So here's a review of OneNote, where the author apparently used it only on a desktop, and never even mentions ink, even though he refers to it as a "necessity on a Tablet PC".
Impressively enough, the author calls OneNote "one of the most mature software packages ever to come out of Redmond. It has been carefully designed all the way down to its intuitive structure. It is perhaps the neatest and most elegant thing Microsoft has ever made, and it's only in its first edition." High praise, considering the rest of the criticisms in the article. No writing or drawing experiences are offered, because those are limited to "one of those pen-based tablets".

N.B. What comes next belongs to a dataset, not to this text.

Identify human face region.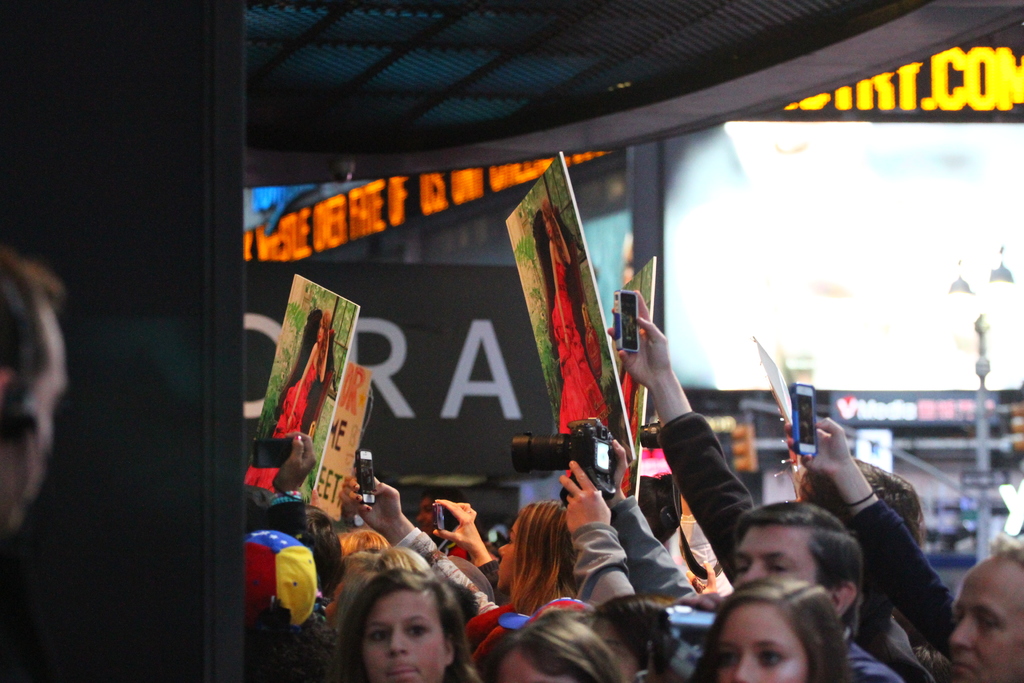
Region: box=[950, 555, 1023, 682].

I found this bit a little surprising:
"That said, OneNote also has a limit to the length of each note. If a note gets out of hand, you must at some point open a new note and continue, unlike in Word, which just keeps expanding the number of pages. Perhaps this is for the best, because brevity is a valuable commodity in note-taking, and having OneNote force brevity on you could be beneficial in the long run. Novelists suddenly clobbered by the muse should perhaps resort to a good word processor instead of trying to get a whole chapter into a single text container."
OneNote has a page length limit? I guess I don't really write very long notes then. Or is it a limit on the length of a text container? A single OneNote page wouldn't always be a single container, especially if you also combined it with ink. But I really never caught any other mention of a such a limit? Are heavy OneNote users running out of writing space?

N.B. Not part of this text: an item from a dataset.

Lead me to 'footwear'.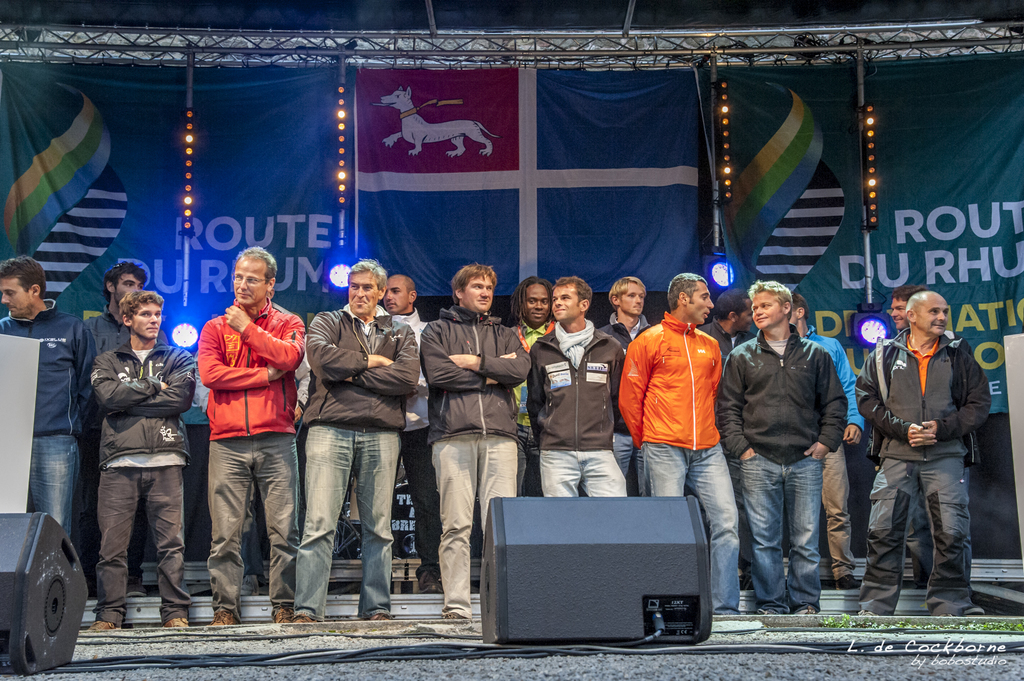
Lead to [82,621,121,629].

And the complaint about a lack of protection against deleting documents is a little weak as well. Apart from having its own Deleted Pages area, OneNote is one of very few applications that also have a customizable backup mechanism. That's certainly better than nothing.
The conclusion?
"One could ultimately feel that OneNote will lose to pencil and paper, if only because they are so much physically lighter (and cheaper) than even the lightest Tablet PC. And of course, one can't make paper airplanes out of the pages of OneNote."

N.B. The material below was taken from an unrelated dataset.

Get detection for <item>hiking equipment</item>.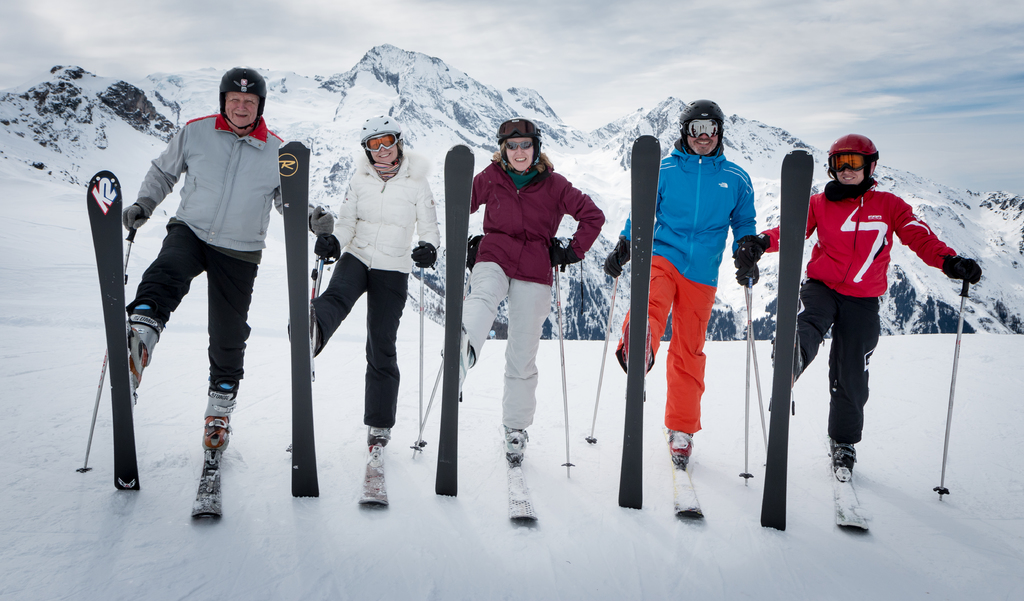
Detection: [x1=739, y1=272, x2=779, y2=463].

What can you say? Well, maybe that OneNote is not intended to replace pen and paper. Not directly anyway. Nothing will really completely compete with that traditional medium. But OneNote does a really good job in approximating the feel of pen and paper when you are not using it - on a Tablet PC. Ultimately, OneNote's fortunes will probably rise and fall along with the success of Tablet PCs. And those will do well enough.